Last week, Mariame Kaba and Ejeris Dixon joined me in a conversation about mutual aid, transformative justice and abolition. It was one of the best public conversations I have ever been part of and I highly recommend watching the recording!
In advance of that event, Barnard College interviewed me about mutual aid.
Verso also recently gave me the opportunity to write a short descriptive list of five books that have influenced my thinking about mutual aid. You can read the essay, which focuses on the work of the Black Panther Party, the Young Lords, No One Is Illegal, and INCITE! and includes writing by Peter Gelderloos, Alondra Nelson, Harsha Walia, and others.
Check out these three videos of recent panel events I was part of.
This panel at NYU’s Center for the Study of Gender and Sexuality was a truly interesting conversation. And there was accidental outfit coordination between panelists.
This event at San Francisco State was a showstopper, featuring so many brilliant thinkers talking about queer justice, colonialism, war, and pinkwashing.
I was honored to be the keynote trainer at Movement Law Lab’sfinal session in their Build Power, Fight Power online course, in which thousands of lawyers and law students participated over several months. In this talk, I provide a basic rundown of the limits of law and lawyers to social movements, and the potential for us to participate in ethical, transformative ways.
I recently had the pleasure of doing an Abolition 101 workshop for 350 Seattle as part of their Racial Justice Is Climate Justice Learning Series. I wonder if this short workshop might be of use to other groups trying to introduce a discussion about abolition to their members. If you want to see the resource list 350 put together after, which includes some of the things I mentioned in the video and a link to my slides, look here.
Here is a podcast interview I did with Anarchy on Air with host J. Kēhaulani Kauanui in September, 2019, that I think I forgot to share here.
And check out this webinar from yesterday about mutual aid, which includes an info-packed, concise history of Black mutual aid from Dr. Shabazz. Not to be missed!
Listen to this conversation between me and my friend and collaborator, Ciro Carillo about COVID-era mutual aid, overwork, burnout, and caring for ourselves and each other.
Check out this conversation about evaluating reforms in the time of #Defund campaigns, we me and Mariame Kaba, Wood Ervin, Kamau Walton and K Agbebiyi.
Don’t miss this conversation on queer abolition I got to be part of with Andrea Ritchie, Kenyon Farrow, Zakara Green, Jason Lydon, Su’Gani, and Mike Cox.
Also, this conversation about mutual aid with Klee Banally, Kali Akuno, and Mariame Kaba.
And this rad event with Nikki Columbus, Hanna Appel, David Xu Borgonjon, Sami Disu, Jamila Hammami, Nicholas Mirzoeff, Yu-Line Niou, Sandy Nurse and Naomi Zewde.
For Israeli Apartheid week, I joined the SUPER chapter at Western Washington University and gave a talk on pinkwashing and how it emerged from a rights-based gay liberal inclusion politics, and what it looks like to resist that politics and center racial and economic justice in queer and trans liberation work. The first two minutes have some strange audio so I recommend skipping to 2:00 and diving in from there.
I learned so much at this event, which pulled together a group of brilliant organizers to talk about mutual aid, debt and labor strikes, and more. The first video below was a conversation featuring a bunch of speakers giving short, info-packed presentations, and the videos after that are moderated break out room conversations. I gave a presentation in the first event and was one of the speakers in the mutual aid break out room, which I really enjoyed, but I recommend you watch them all!
Communities are pulling together to provide mutual aid amid the coronavirus outbreak. @seattleulaw's @deanspade says there's a long history of U.S. social movements providing vital services when governments fail. "We're not just gonna wait and hope that they solve our problems." pic.twitter.com/55SIjmHYok
I had the great pleasure of appearing on Democracy Now! today with my favorite thinker/talker/doer, Mariame Kaba, to talk about the growing network of mutual aid projects and pods responding to COVID-19, and the broader context of mutual aid in left social movements.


The answer must be the complete listing, copied exactly.

===

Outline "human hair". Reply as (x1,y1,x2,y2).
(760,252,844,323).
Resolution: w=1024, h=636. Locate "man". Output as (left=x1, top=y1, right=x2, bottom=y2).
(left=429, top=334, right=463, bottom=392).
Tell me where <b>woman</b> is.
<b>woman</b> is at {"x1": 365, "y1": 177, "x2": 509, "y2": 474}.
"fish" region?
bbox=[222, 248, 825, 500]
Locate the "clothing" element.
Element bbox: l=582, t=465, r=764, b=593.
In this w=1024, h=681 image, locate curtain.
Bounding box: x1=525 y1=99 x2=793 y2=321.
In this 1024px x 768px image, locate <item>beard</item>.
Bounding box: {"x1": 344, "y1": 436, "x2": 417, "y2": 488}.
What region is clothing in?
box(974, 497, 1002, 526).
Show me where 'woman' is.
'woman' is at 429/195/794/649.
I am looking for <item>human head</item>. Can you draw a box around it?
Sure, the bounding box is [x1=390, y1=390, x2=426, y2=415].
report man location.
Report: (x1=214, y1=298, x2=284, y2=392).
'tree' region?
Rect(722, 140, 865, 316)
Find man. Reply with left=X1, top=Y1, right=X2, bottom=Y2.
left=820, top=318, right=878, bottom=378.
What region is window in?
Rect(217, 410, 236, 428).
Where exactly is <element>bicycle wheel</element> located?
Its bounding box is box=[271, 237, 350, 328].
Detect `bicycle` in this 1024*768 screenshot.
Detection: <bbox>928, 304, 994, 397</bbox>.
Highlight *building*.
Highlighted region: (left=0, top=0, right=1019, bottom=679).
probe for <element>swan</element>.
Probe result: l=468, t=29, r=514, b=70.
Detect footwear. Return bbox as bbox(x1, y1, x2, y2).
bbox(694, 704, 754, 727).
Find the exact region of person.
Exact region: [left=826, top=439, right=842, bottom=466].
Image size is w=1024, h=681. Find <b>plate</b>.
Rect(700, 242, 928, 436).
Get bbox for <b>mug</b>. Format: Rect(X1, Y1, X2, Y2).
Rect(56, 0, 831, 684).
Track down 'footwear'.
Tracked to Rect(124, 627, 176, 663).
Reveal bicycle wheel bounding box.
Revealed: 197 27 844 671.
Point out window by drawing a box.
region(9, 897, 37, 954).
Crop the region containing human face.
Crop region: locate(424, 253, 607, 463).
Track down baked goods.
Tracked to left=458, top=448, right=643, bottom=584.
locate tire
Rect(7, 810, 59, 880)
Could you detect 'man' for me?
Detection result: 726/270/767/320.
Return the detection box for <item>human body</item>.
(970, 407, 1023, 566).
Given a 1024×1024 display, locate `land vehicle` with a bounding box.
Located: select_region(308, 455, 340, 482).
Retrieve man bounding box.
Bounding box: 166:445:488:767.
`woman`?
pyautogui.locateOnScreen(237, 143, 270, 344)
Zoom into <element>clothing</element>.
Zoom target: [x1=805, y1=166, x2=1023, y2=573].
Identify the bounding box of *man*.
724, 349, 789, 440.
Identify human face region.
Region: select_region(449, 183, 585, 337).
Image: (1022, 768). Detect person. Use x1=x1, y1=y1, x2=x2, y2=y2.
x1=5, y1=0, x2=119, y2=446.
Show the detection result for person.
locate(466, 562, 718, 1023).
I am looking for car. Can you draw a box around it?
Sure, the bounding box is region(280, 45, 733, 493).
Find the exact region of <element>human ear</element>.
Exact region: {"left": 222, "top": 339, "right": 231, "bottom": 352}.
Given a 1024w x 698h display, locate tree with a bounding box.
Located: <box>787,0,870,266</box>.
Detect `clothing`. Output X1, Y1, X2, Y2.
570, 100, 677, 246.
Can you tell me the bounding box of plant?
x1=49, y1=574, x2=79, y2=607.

===

__Task answer__
Outline "human hair". Reply as (x1,y1,x2,y2).
(760,252,844,323).
Resolution: w=1024, h=636. Locate "man". Output as (left=x1, top=y1, right=x2, bottom=y2).
(left=429, top=334, right=463, bottom=392).
Tell me where <b>woman</b> is.
<b>woman</b> is at {"x1": 365, "y1": 177, "x2": 509, "y2": 474}.
"fish" region?
bbox=[222, 248, 825, 500]
Locate the "clothing" element.
Element bbox: l=582, t=465, r=764, b=593.
In this w=1024, h=681 image, locate curtain.
Bounding box: x1=525 y1=99 x2=793 y2=321.
In this 1024px x 768px image, locate <item>beard</item>.
Bounding box: {"x1": 344, "y1": 436, "x2": 417, "y2": 488}.
What region is clothing in?
box(974, 497, 1002, 526).
Show me where 'woman' is.
'woman' is at 429/195/794/649.
I am looking for <item>human head</item>. Can you draw a box around it?
Sure, the bounding box is [x1=390, y1=390, x2=426, y2=415].
report man location.
Report: (x1=214, y1=298, x2=284, y2=392).
'tree' region?
Rect(722, 140, 865, 316)
Find man. Reply with left=X1, top=Y1, right=X2, bottom=Y2.
left=820, top=318, right=878, bottom=378.
What region is window in?
Rect(217, 410, 236, 428).
Where exactly is <element>bicycle wheel</element> located?
Its bounding box is box=[271, 237, 350, 328].
Detect `bicycle` in this 1024*768 screenshot.
Detection: <bbox>928, 304, 994, 397</bbox>.
Highlight *building*.
Highlighted region: (left=0, top=0, right=1019, bottom=679).
probe for <element>swan</element>.
Probe result: l=468, t=29, r=514, b=70.
Detect footwear. Return bbox as bbox(x1, y1, x2, y2).
bbox(694, 704, 754, 727).
Find the exact region of person.
Exact region: [left=826, top=439, right=842, bottom=466].
Image size is w=1024, h=681. Find <b>plate</b>.
Rect(700, 242, 928, 436).
Get bbox for <b>mug</b>. Format: Rect(X1, Y1, X2, Y2).
Rect(56, 0, 831, 684).
Track down 'footwear'.
Tracked to Rect(124, 627, 176, 663).
Reveal bicycle wheel bounding box.
Revealed: 197 27 844 671.
Point out window by drawing a box.
region(9, 897, 37, 954).
Crop the region containing human face.
Crop region: locate(424, 253, 607, 463).
Track down baked goods.
Tracked to left=458, top=448, right=643, bottom=584.
locate tire
Rect(7, 810, 59, 880)
Could you detect 'man' for me?
Detection result: 726/270/767/320.
Return the detection box for <item>human body</item>.
(970, 407, 1023, 566).
Given a 1024×1024 display, locate `land vehicle` with a bounding box.
Located: select_region(308, 455, 340, 482).
Retrieve man bounding box.
Bounding box: 166:445:488:767.
`woman`?
pyautogui.locateOnScreen(237, 143, 270, 344)
Zoom into <element>clothing</element>.
Zoom target: [x1=805, y1=166, x2=1023, y2=573].
Identify the bounding box of *man*.
724, 349, 789, 440.
Identify human face region.
Region: select_region(449, 183, 585, 337).
Image: (1022, 768). Detect person. Use x1=x1, y1=y1, x2=x2, y2=y2.
x1=5, y1=0, x2=119, y2=446.
Show the detection result for person.
locate(466, 562, 718, 1023).
I am looking for car. Can you draw a box around it?
Sure, the bounding box is region(280, 45, 733, 493).
Find the exact region of <element>human ear</element>.
Exact region: {"left": 222, "top": 339, "right": 231, "bottom": 352}.
Given a 1024w x 698h display, locate tree with a bounding box.
Located: <box>787,0,870,266</box>.
Detect `clothing`. Output X1, Y1, X2, Y2.
570, 100, 677, 246.
Can you tell me the bounding box of plant?
x1=49, y1=574, x2=79, y2=607.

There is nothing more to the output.